Copy exactly the lines of the data below that run from the line holding "pyautogui.click(x=<x>, y=<y>)" through the line holding "Task: Click on the Entertainment", both ends included.

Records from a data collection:
BEGIN

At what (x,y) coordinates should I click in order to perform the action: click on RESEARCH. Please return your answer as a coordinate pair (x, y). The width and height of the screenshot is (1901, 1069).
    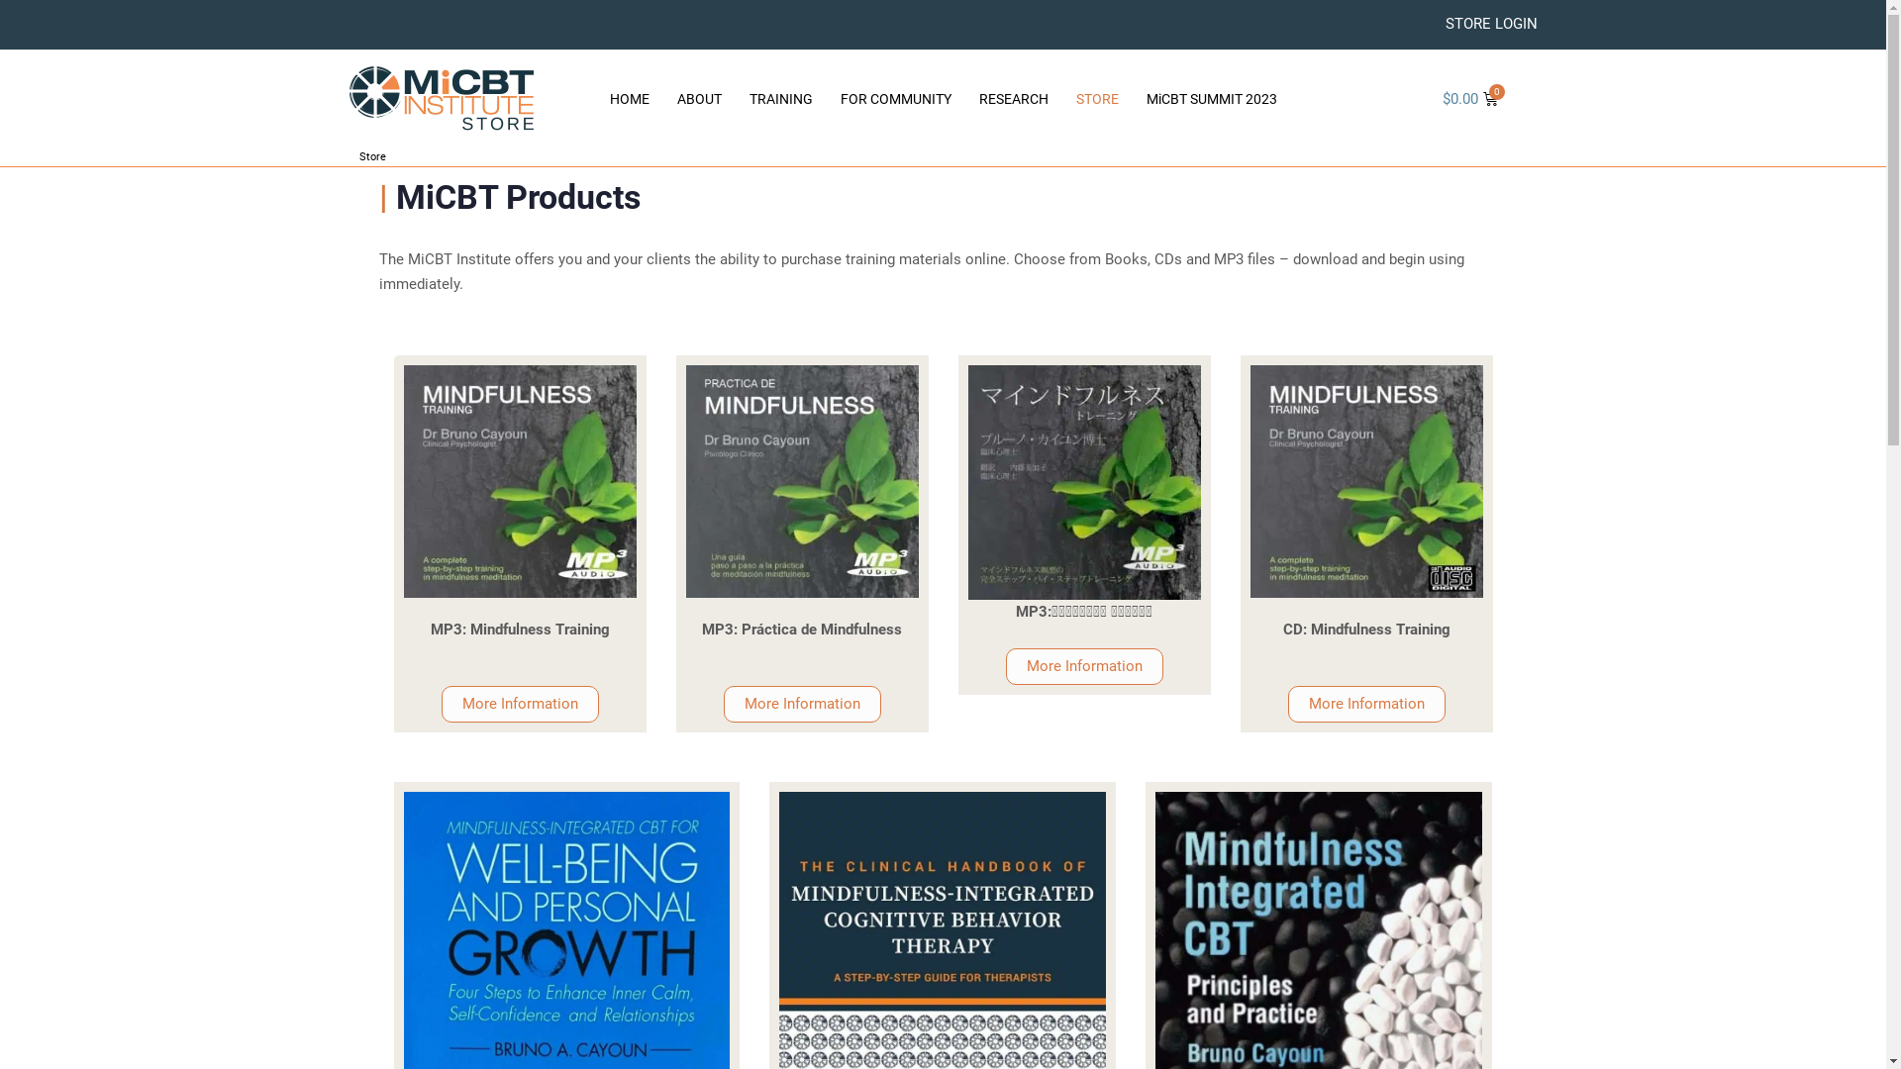
    Looking at the image, I should click on (1013, 99).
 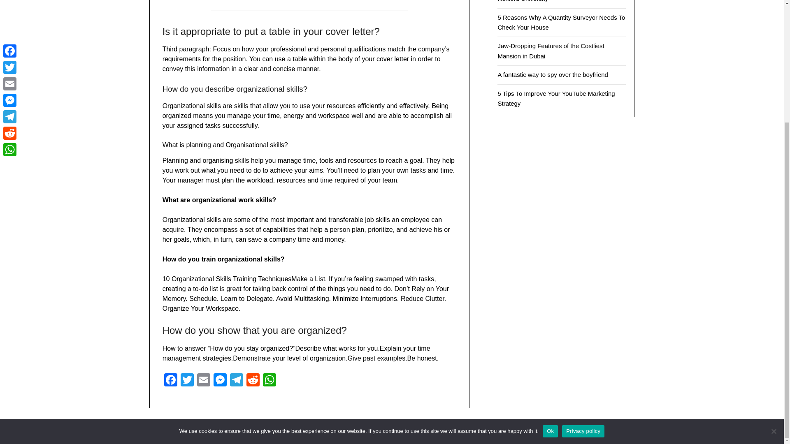 I want to click on WhatsApp, so click(x=269, y=381).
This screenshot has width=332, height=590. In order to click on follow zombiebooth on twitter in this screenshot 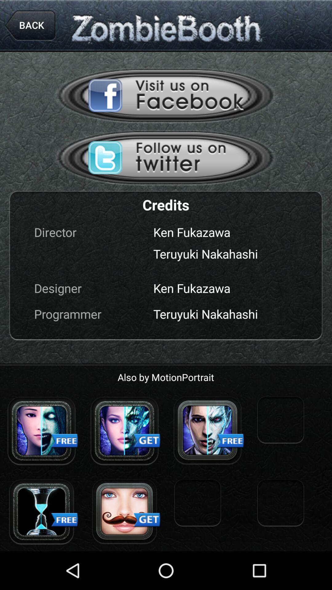, I will do `click(166, 157)`.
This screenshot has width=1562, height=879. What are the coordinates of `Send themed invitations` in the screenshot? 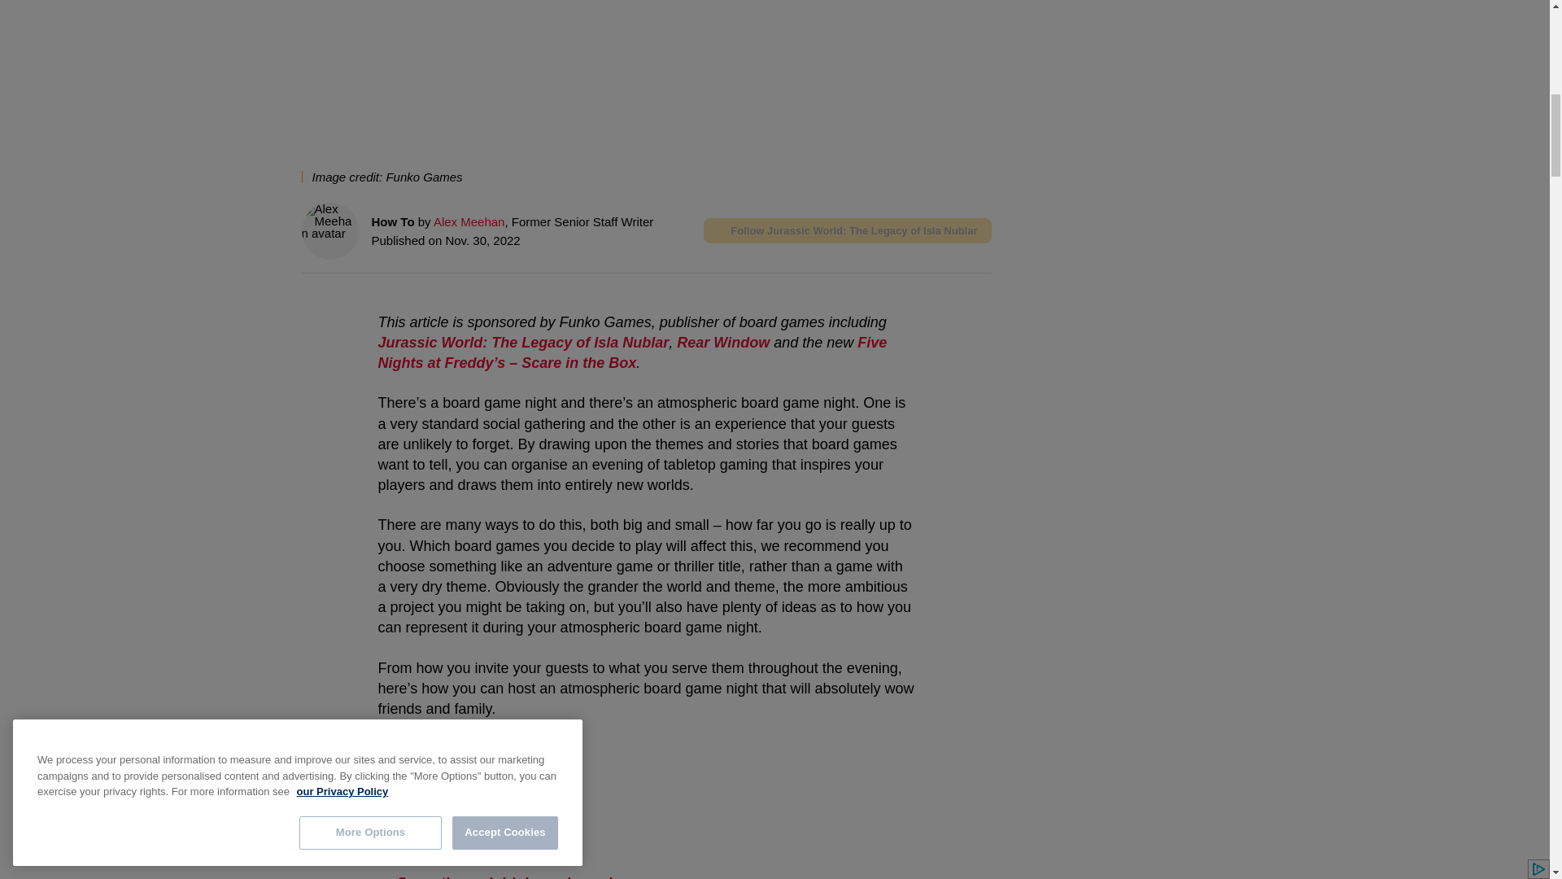 It's located at (481, 748).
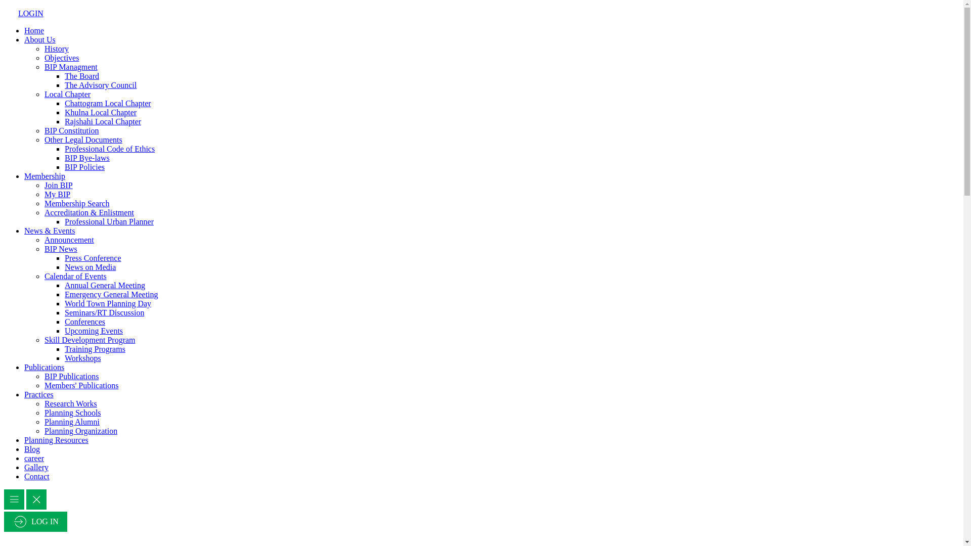  Describe the element at coordinates (77, 203) in the screenshot. I see `Membership Search` at that location.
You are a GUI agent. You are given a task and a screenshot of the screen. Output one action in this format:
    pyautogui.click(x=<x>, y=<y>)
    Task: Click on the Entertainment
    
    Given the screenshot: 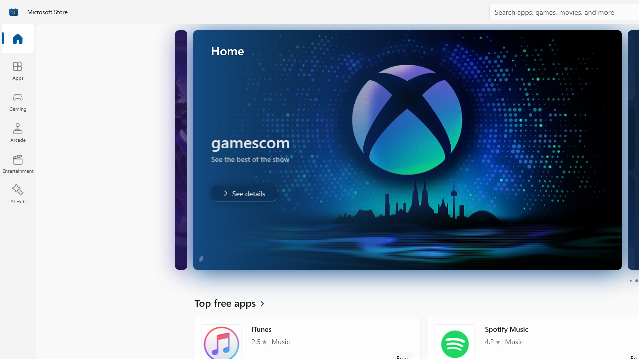 What is the action you would take?
    pyautogui.click(x=18, y=164)
    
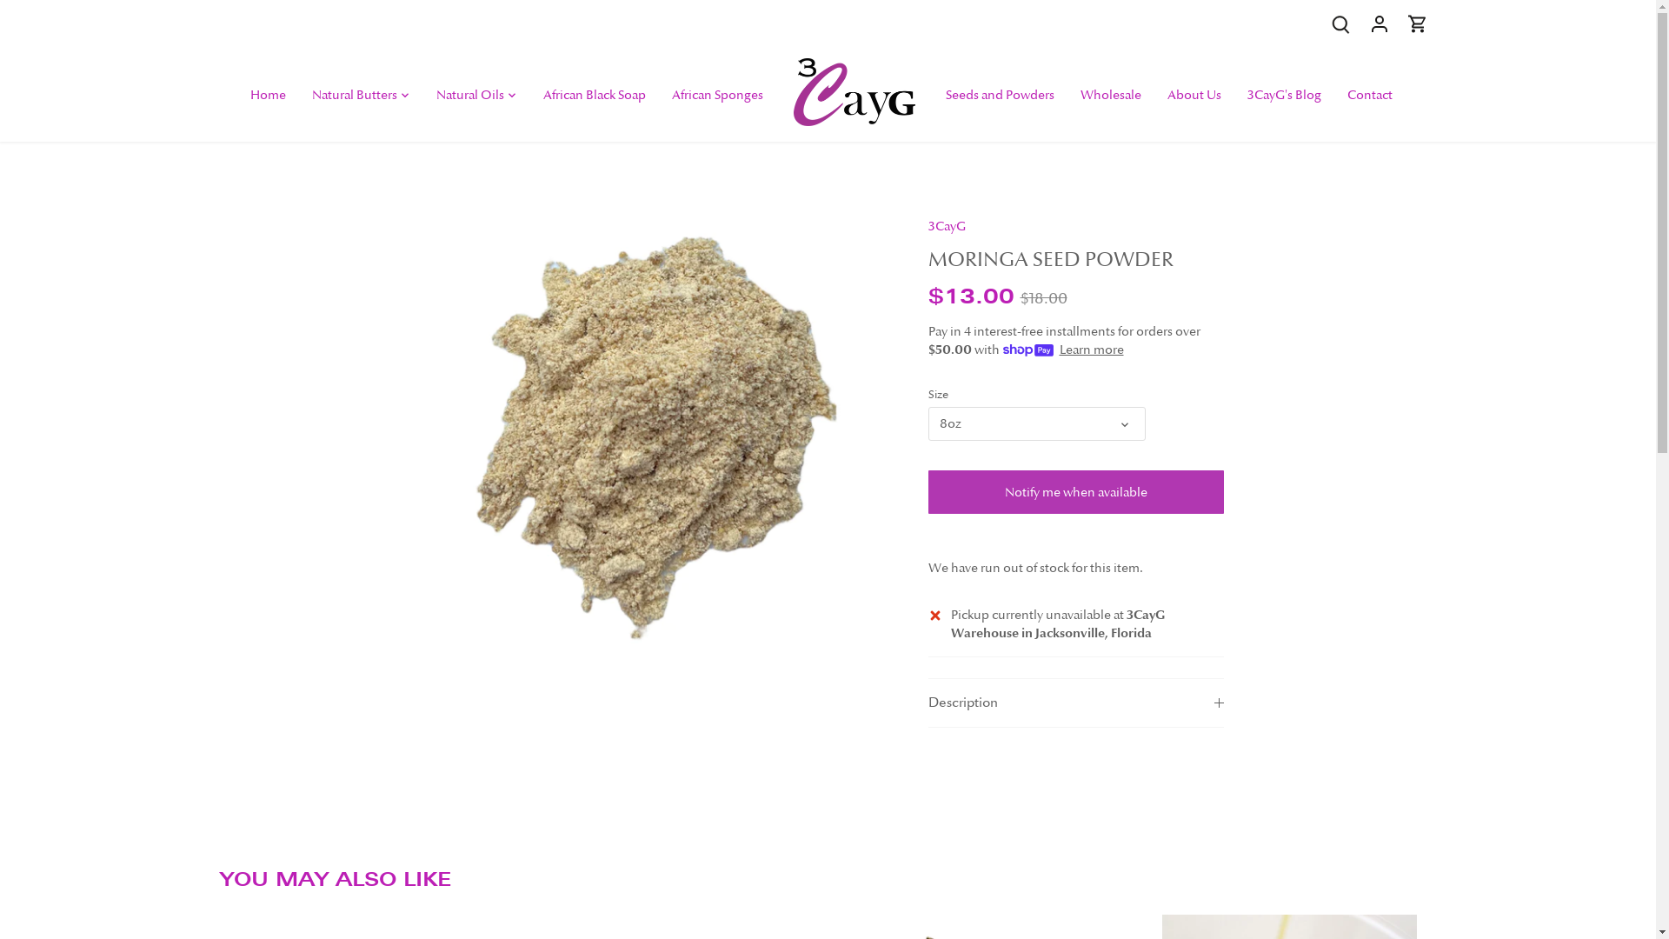 Image resolution: width=1669 pixels, height=939 pixels. Describe the element at coordinates (1076, 492) in the screenshot. I see `Notify me when available` at that location.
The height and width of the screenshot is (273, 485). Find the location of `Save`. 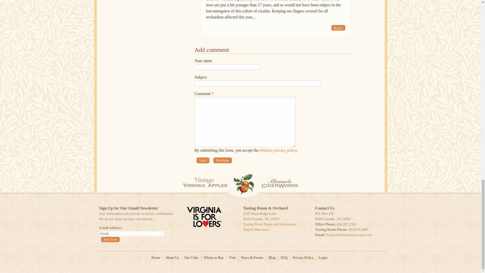

Save is located at coordinates (203, 160).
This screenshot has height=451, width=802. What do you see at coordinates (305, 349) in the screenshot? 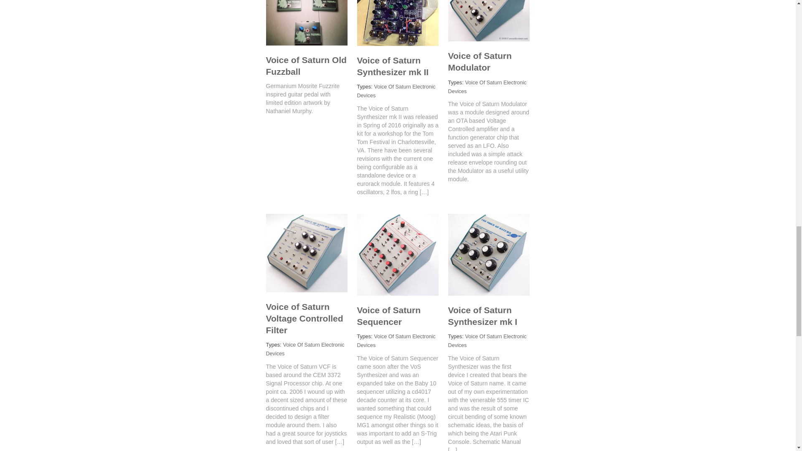
I see `Voice Of Saturn Electronic Devices` at bounding box center [305, 349].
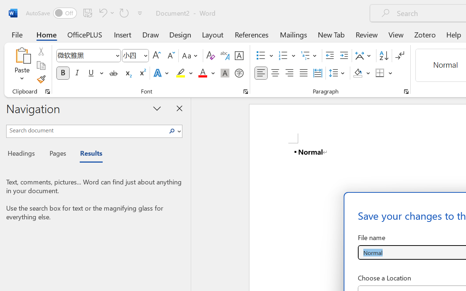 The image size is (466, 291). I want to click on New Tab, so click(331, 34).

END

# Expected answer
    pyautogui.click(x=<x>, y=<y>)
    Task: Click on the Entertainment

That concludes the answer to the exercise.